Violence Is My Business
Legimi
To recover his license, Drum must unlock the mystery of a professor's suicide. Duncan Hadley Lord seems too happy to kill himself. But then, he has no reason to sleep around, either. For three months the history professor has carried on an affair with a call girl, and for the last few weeks Chester Drum and his partner, rookie PI Jerry Trowbridge, have watched him do it. When Lord steps onto a fourth-story window ledge on Homecoming night, Drum gets through the police cordon just in time to watch the professor fall to earth. An embittered local sheriff, convinced that Drum and his partner were blackmailing the professor, has their license revoked. To salvage his business, Drum must find the real reason for Lord's suicide. He has tangled with politicians, thieves, and spies, but no detective can truly know treachery until he steps into the hallowed halls of a college campus. Review quote: "Hard-paced and vigorous." - The New York Times Book Review "Not only the best of the Chet Drums but for me his best crime novel period." - Ed Gorman, author of The Poker Club "A masterpiece of atmosphere, plot, and genuine anxiety." - Max Allan Collins, author of Road To Perdition Biographical note: Stephen Marlowe (1928-2008) was the author of more than fifty novels, including nearly two dozen featuring globe-trotting private eye Chester Drum. Born Milton Lesser, Marlowe was raised in Brooklyn and attended the College of William and Mary. After several years writing science fiction under his given name, he legally adopted his pen name, and began focusing on Chester Drum, the Washington-based detective who first appeared in The Second Longest Night (1955). Although a detective akin to Raymond Chandler's characters, Drum was distinguished by his jet-setting lifestyle, which carried him to various exotic locales from Mecca to South America. These espionage-tinged stories won Marlowe acclaim, and he produced more than one a year before ending the series in 1968. After spending the 1970s writing suspense novels like The Summit (1970) and The Cawthorn Journals (1975), Marlowe turned to scholarly historical fiction. He lived much of his life abroad, in Switzerland, Spain, and France, and died in Virginia in 2008.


• _What is required_
Transcribe the data in full and exactly, omitting any pictures.

Records from a collection of figures:
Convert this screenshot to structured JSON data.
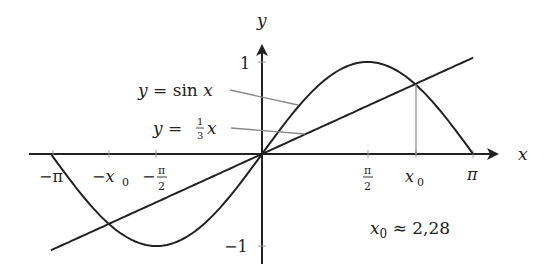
{
  "chart_data": {
    "type": "line",
    "title": "",
    "xlabel": "x",
    "ylabel": "y",
    "xlim": [
      -3.5,
      3.7
    ],
    "ylim": [
      -1.2,
      1.2
    ],
    "grid": false,
    "x_ticks": [
      {
        "value": -3.14159,
        "label": "−π"
      },
      {
        "value": -2.28,
        "label": "−x₀"
      },
      {
        "value": -1.5708,
        "label": "−π/2"
      },
      {
        "value": 1.5708,
        "label": "π/2"
      },
      {
        "value": 2.28,
        "label": "x₀"
      },
      {
        "value": 3.14159,
        "label": "π"
      }
    ],
    "y_ticks": [
      {
        "value": 1,
        "label": "1"
      },
      {
        "value": -1,
        "label": "−1"
      }
    ],
    "series": [
      {
        "name": "y = sin x",
        "function": "sin(x)",
        "domain": [
          -3.14159,
          3.14159
        ],
        "color": "#222222"
      },
      {
        "name": "y = (1/3) x",
        "function": "x/3",
        "domain": [
          -3.14159,
          3.14159
        ],
        "color": "#222222"
      }
    ],
    "intersections": [
      {
        "x": -2.28,
        "y": -0.76
      },
      {
        "x": 0,
        "y": 0
      },
      {
        "x": 2.28,
        "y": 0.76
      }
    ],
    "annotations": [
      {
        "text": "x₀ ≈ 2,28"
      },
      {
        "type": "vertical-drop",
        "x": 2.28,
        "from_y": 0.76,
        "to_y": 0
      }
    ]
  },
  "labels": {
    "x_axis": "x",
    "y_axis": "y",
    "tick_neg_pi": "−π",
    "tick_neg_x0_base": "−x",
    "tick_x0_base": "x",
    "sub0": "0",
    "pi": "π",
    "two": "2",
    "minus": "−",
    "one": "1",
    "neg_one": "−1",
    "sin_legend_y": "y",
    "sin_legend_eq": " = sin ",
    "sin_legend_x": "x",
    "line_legend_y": "y",
    "line_legend_eq": " = ",
    "line_legend_num": "1",
    "line_legend_den": "3",
    "line_legend_x": "x",
    "approx_x": "x",
    "approx_sub": "0",
    "approx_rest": " ≈ 2,28"
  },
  "geometry": {
    "origin": [
      262,
      154
    ],
    "px_per_unit_x": 67.2,
    "px_per_unit_y": 92
  }
}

• _Response to this exercise_
Convert this screenshot to structured JSON data.
{
  "chart_data": {
    "type": "line",
    "title": "",
    "xlabel": "x",
    "ylabel": "y",
    "xlim": [
      -3.5,
      3.7
    ],
    "ylim": [
      -1.2,
      1.2
    ],
    "grid": false,
    "x_ticks": [
      {
        "value": -3.14159,
        "label": "−π"
      },
      {
        "value": -2.28,
        "label": "−x₀"
      },
      {
        "value": -1.5708,
        "label": "−π/2"
      },
      {
        "value": 1.5708,
        "label": "π/2"
      },
      {
        "value": 2.28,
        "label": "x₀"
      },
      {
        "value": 3.14159,
        "label": "π"
      }
    ],
    "y_ticks": [
      {
        "value": 1,
        "label": "1"
      },
      {
        "value": -1,
        "label": "−1"
      }
    ],
    "series": [
      {
        "name": "y = sin x",
        "function": "sin(x)",
        "domain": [
          -3.14159,
          3.14159
        ],
        "color": "#222222"
      },
      {
        "name": "y = (1/3) x",
        "function": "x/3",
        "domain": [
          -3.14159,
          3.14159
        ],
        "color": "#222222"
      }
    ],
    "intersections": [
      {
        "x": -2.28,
        "y": -0.76
      },
      {
        "x": 0,
        "y": 0
      },
      {
        "x": 2.28,
        "y": 0.76
      }
    ],
    "annotations": [
      {
        "text": "x₀ ≈ 2,28"
      },
      {
        "type": "vertical-drop",
        "x": 2.28,
        "from_y": 0.76,
        "to_y": 0
      }
    ]
  },
  "labels": {
    "x_axis": "x",
    "y_axis": "y",
    "tick_neg_pi": "−π",
    "tick_neg_x0_base": "−x",
    "tick_x0_base": "x",
    "sub0": "0",
    "pi": "π",
    "two": "2",
    "minus": "−",
    "one": "1",
    "neg_one": "−1",
    "sin_legend_y": "y",
    "sin_legend_eq": " = sin ",
    "sin_legend_x": "x",
    "line_legend_y": "y",
    "line_legend_eq": " = ",
    "line_legend_num": "1",
    "line_legend_den": "3",
    "line_legend_x": "x",
    "approx_x": "x",
    "approx_sub": "0",
    "approx_rest": " ≈ 2,28"
  },
  "geometry": {
    "origin": [
      262,
      154
    ],
    "px_per_unit_x": 67.2,
    "px_per_unit_y": 92
  }
}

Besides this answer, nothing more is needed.